Service of Process in Actions in Personam: Individuals, Resident and Nonresident.—The proposition being well established that no person can be deprived of property rights by a decree in a case in which he neither appeared, nor was served or effectively made a party, it follows, by way of illustration that to subject property of individual citizens of a municipality, by a summary proceeding in equity, to the payment of an unsatisfied judgment against the municipality would be a denial of due process of law.[695] Similarly, in a suit against a local partnership, in which the resident partner was duly served with process and the nonresident partner was served only with notice, a judgment thus obtained is binding upon the firm and the resident partner, but is not a personal judgment against the nonresident and cannot be enforced by execution against his individual property.[696] That the nonresident partner should have been so protected is attributable to the fact the process of a court of one State cannot run into another and summon a party there domiciled to respond to proceedings against him, when neither his person nor his property is within the jurisdiction of the Court rendering the judgment.[697] In the case of a resident, however, absence alone will not defeat the processes of courts in the State of his domicile; for domicile is deemed to be sufficient to keep him within reach of the State courts for purposes of a personal judgment, whether obtained by means of appropriate, substituted service, or by actual personal service on the resident at a point outside the State. Amenability to such suit even during sojourns outside is viewed as an "incident of domicile."[698] However, if the defendant, although technically domiciled therein, has left the State with no intention to return, service by publication; that is, by advertisement in a local newspaper, as compared to a summons left at his last and usual place of abode where his family continued to reside, is inadequate inasmuch as it is not reasonably calculated to give him actual notice of the proceedings and opportunity to be heard.[699]
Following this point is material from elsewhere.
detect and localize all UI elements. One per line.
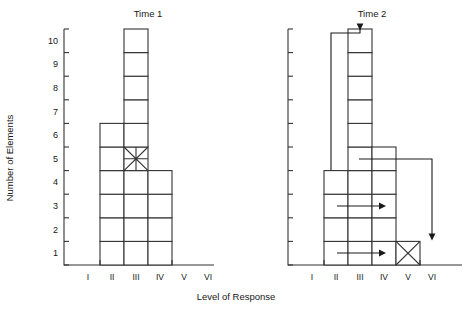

In the case of nonresident individuals who are domiciled elsewhere, jurisdiction in certain instances may be perfected by requiring such persons, as a condition to entering the State, to designate local agents to accept service of process. Although a State does not have the power to exclude individuals until such formal appointment of an agent has been made,[700] it may, for example, declare that the use of its highways by a nonresident is the equivalent of the appointment of the State Registrar as agent for receipt of process in suits growing out of motor vehicle accidents. However, a statute designating a State official as the proper person to receive service of process in such litigation must, to be valid, contain a provision making it reasonably probable that a notice of such service will be communicated to the person sued. If the statute imposed "either on the plaintiff himself, or upon the official" designated to accept process "or some other, the duty of communicating by mail or otherwise with the defendant" this requirement is met; but if the act exacts no more than service of process on the local agent, it is unconstitutional, notwithstanding that the defendant may have been personally served in his own State. Not having been directed by the statute, such personal service cannot supply constitutional validity to the act or to service under it.[701]